Task instructions:
The entries should be written out again exactly as they read.
====== Extracted data
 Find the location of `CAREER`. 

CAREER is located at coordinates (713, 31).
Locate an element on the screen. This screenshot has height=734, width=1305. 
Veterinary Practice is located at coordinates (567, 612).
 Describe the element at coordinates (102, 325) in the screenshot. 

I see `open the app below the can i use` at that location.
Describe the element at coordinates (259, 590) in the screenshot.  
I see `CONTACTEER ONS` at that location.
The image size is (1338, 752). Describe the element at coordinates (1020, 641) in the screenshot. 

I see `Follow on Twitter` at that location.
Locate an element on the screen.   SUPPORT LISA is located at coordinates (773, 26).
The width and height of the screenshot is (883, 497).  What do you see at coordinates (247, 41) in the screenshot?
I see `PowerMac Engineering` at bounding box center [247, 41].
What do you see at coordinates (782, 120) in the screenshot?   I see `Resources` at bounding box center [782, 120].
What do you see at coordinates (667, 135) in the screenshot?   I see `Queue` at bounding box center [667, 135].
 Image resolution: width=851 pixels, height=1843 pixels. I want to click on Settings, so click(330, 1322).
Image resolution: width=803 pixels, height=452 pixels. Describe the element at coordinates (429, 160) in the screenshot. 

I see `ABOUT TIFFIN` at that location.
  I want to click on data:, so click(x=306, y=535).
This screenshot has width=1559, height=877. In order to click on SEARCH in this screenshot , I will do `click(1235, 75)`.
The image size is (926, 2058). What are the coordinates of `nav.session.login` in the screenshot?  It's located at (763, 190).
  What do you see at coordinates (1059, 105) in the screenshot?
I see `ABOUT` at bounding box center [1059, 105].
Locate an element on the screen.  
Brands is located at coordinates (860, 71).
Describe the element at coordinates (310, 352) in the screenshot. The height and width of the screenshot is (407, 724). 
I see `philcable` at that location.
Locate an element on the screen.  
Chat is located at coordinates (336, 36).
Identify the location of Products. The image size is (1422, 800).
============
Answer to this exercise:
 Find the location of `CAREER`. 

CAREER is located at coordinates (713, 31).
Locate an element on the screen. This screenshot has height=734, width=1305. 
Veterinary Practice is located at coordinates (567, 612).
 Describe the element at coordinates (102, 325) in the screenshot. 

I see `open the app below the can i use` at that location.
Describe the element at coordinates (259, 590) in the screenshot.  
I see `CONTACTEER ONS` at that location.
The image size is (1338, 752). Describe the element at coordinates (1020, 641) in the screenshot. 

I see `Follow on Twitter` at that location.
Locate an element on the screen.   SUPPORT LISA is located at coordinates (773, 26).
The width and height of the screenshot is (883, 497).  What do you see at coordinates (247, 41) in the screenshot?
I see `PowerMac Engineering` at bounding box center [247, 41].
What do you see at coordinates (782, 120) in the screenshot?   I see `Resources` at bounding box center [782, 120].
What do you see at coordinates (667, 135) in the screenshot?   I see `Queue` at bounding box center [667, 135].
 Image resolution: width=851 pixels, height=1843 pixels. I want to click on Settings, so click(330, 1322).
Image resolution: width=803 pixels, height=452 pixels. Describe the element at coordinates (429, 160) in the screenshot. 

I see `ABOUT TIFFIN` at that location.
  I want to click on data:, so click(x=306, y=535).
This screenshot has width=1559, height=877. In order to click on SEARCH in this screenshot , I will do `click(1235, 75)`.
The image size is (926, 2058). What are the coordinates of `nav.session.login` in the screenshot?  It's located at (763, 190).
  What do you see at coordinates (1059, 105) in the screenshot?
I see `ABOUT` at bounding box center [1059, 105].
Locate an element on the screen.  
Brands is located at coordinates (860, 71).
Describe the element at coordinates (310, 352) in the screenshot. The height and width of the screenshot is (407, 724). 
I see `philcable` at that location.
Locate an element on the screen.  
Chat is located at coordinates (336, 36).
Identify the location of Products. The image size is (1422, 800).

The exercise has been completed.